2746 $clout = "client " + $clientname + ".powershell powershell XymonPS" | Out-String
2747 $clsecs = XymonClientSections | Out-String
In the original Powershell client, this line was:
$clout = "client " + $clientname + ".bbwin win32" | Out-String
So you can see we've changed '.bbwin' to '.powershell' and 'win32' to 'powershell'.
I appreciate this isn't very good and should probably be a configuration item.
[netstat] uses the output from netstat -s, but it appears the parsing is not very clever. [ifstat] uses a .Net object to pull out interface information. I haven't changed the code that generates either of these sections – quite likely it needs some work! I'll add it to the list.
Zak
From: Jeremy Laidman [mailto:jlaidman at rebel-it.com.au]
Sent: 04 March 2015 06:24
To: Brandon Dale
Cc: Beck, Zak; xymon at xymon.com<mailto:xymon at xymon.com>
Subject: Re: [Xymon] Xymon PowerShell Windows client
On 4 March 2015 at 13:26, Brandon Dale <BDale at kitchengroup.com.au<mailto:BDale at kitchengroup.com.au>> wrote:
3. On a windows machine running PowerShell client v1.98 I don’t get any network related graphs however I seem to have data available:
a. [ifstat] contains data e.g
[ifstat]
fe80::25a5:b99d:55cd:951f%12 2655878237 519887923
10.250.100.163 2655878237 519887923
Yep, this should be parseable by Xymon. In principle.
At the moment I’m guessing the ifstat data isn’t in a format xymon will automatically graph and add to the trends page
Xymon will parse the [ifstat] data from a Windows machine, if it's in a suitable format. From the source code, the regexp for this is:
^([a-zA-Z0-9.:]+)\s+([0-9]+)\s+([0-9]+)
I note that in the first [ifstat] line above, there's a percentage sign in the first token, which doesn't match the regexp. I don't know of Xymon continues on looking for other lines to match, or if it rejects the whole [ifstat] section as corrupt. But I wonder what would happen if the IPv6 address wasn't in the [ifstat] client data. Any chance you can unbind IPv6 for testing?
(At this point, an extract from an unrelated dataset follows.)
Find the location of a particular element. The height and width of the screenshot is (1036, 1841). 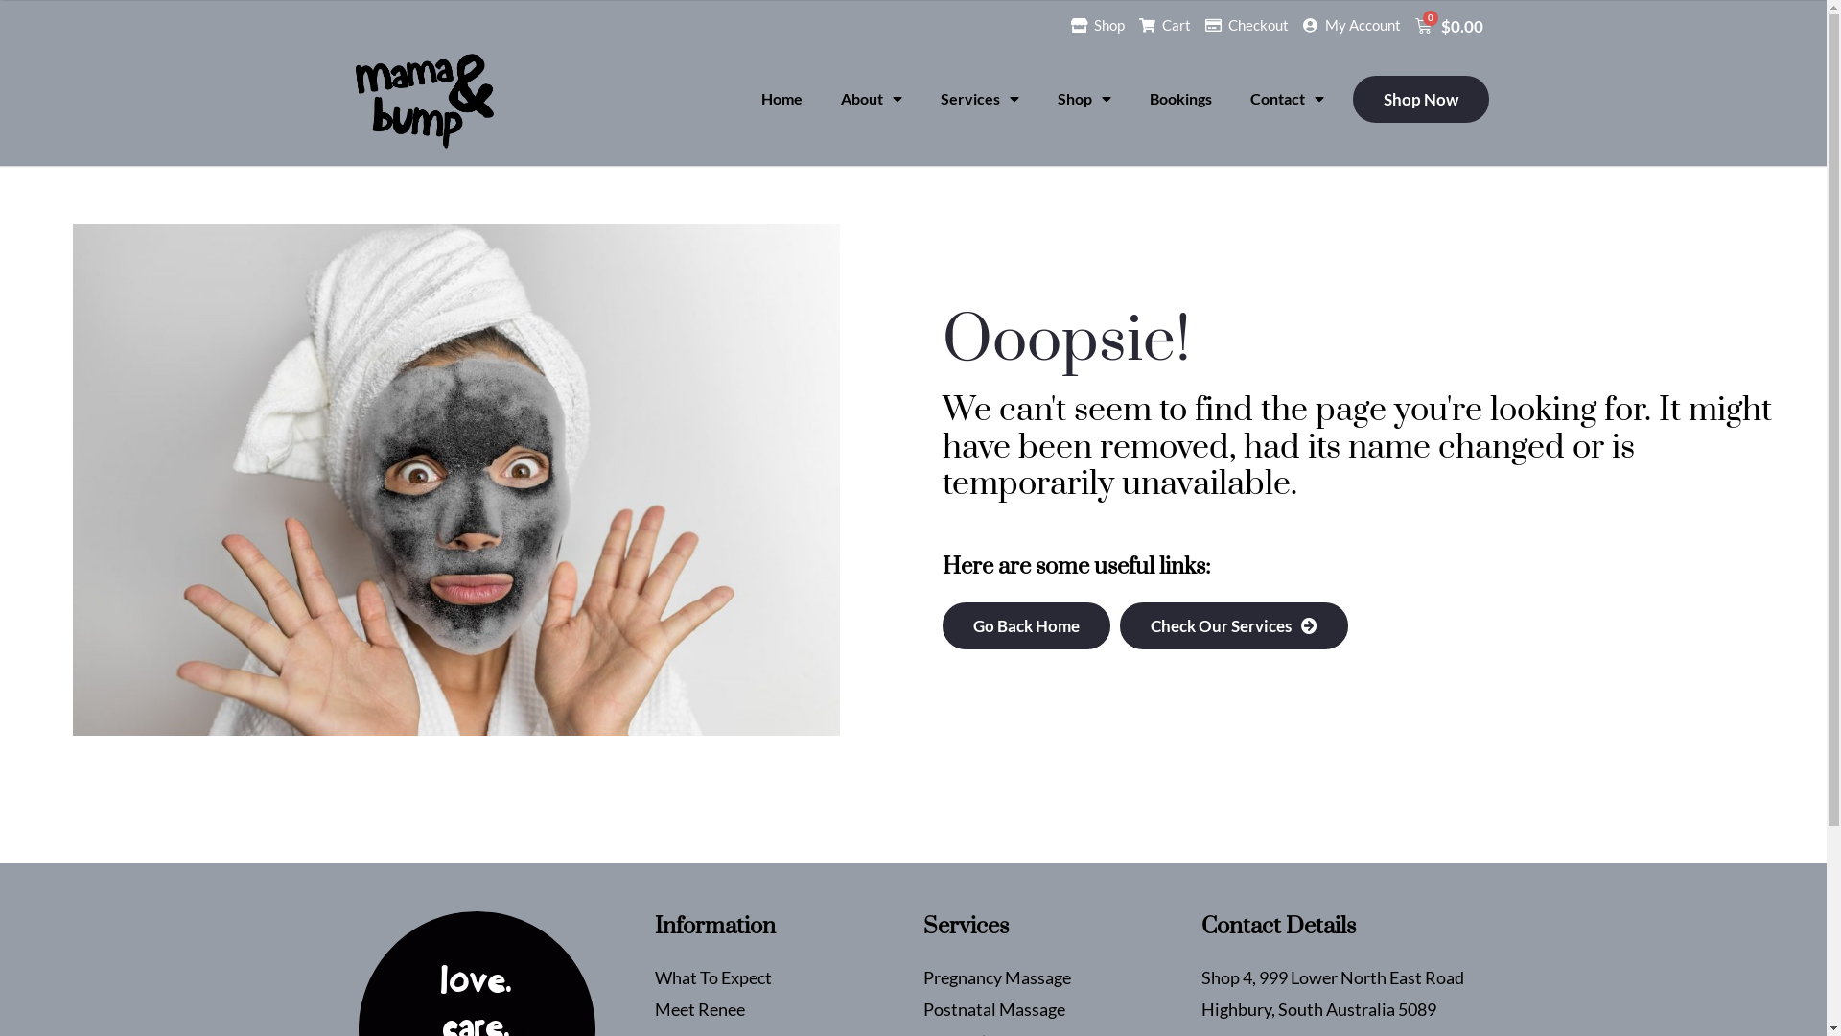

Another thing to note is that some of the "powershell" processing in Xymon just re-uses the "bbwin" processing. But there are some bits of parsing code, including for "ifstat" it seems, that only look for the bbwin OS string, and I can't see any place in the powershell handling code that tries to fake the bbwin OS for ifstat. In other words, could be that the code simply isn't there to do what you want. But it might also be the case that adjusting the powershell client to report itself as the bbwin client might do the trick.